I have 2 sets of immutable / mutable types.
@class AAA; @class BBB; @class MutableAAA; @class MutableBBB; @interface AAA : NSObject @property (readonly,nonatomic,copy) BBB* bbb; @end @interface BBB : NSObject @property (readonly,nonatomic,copy) AAA* aaa; @end @interface MutableAAA : AAA @property (readwrite,nonatomic,copy) MutableBBB* bbb; @end @interface MutableBBB : BBB @property (readwrite,nonatomic,copy) MutableAAA* aaa; @end
Since Objective-C supports covariance of the return type, this is completely legal, but the problem is that the two classes reference each other, I donβt know how to tell the MutableBBB compiler MutableBBB subclass BBB before defining it.
Of course, I can fall back to the category to get around this, but I want to define them in the main module of the interface, because this is part of the important definition of the class, and not an additional method.
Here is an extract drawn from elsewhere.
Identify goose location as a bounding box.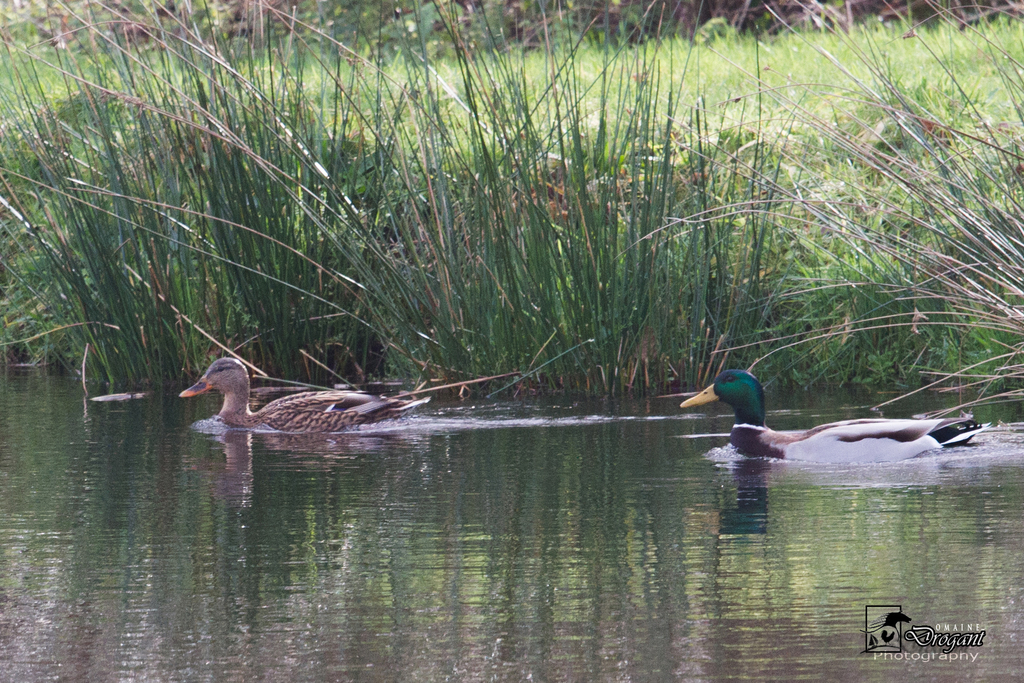
pyautogui.locateOnScreen(178, 353, 431, 432).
Clang is currently generating a warning. How can I do this without warning?
Update
My intention is a mutable class type to enable in-place editing on an object tree. readonly/readwrite doesn't matter. I think I have two options that I want to avoid.
- Use categories.
- Adding a separate modified version access option. (e.g. the
-mutableBytes method in NSMutableData )
I just want to know if there is some unknown function that I don't know yet that activates this cross-reference subclass.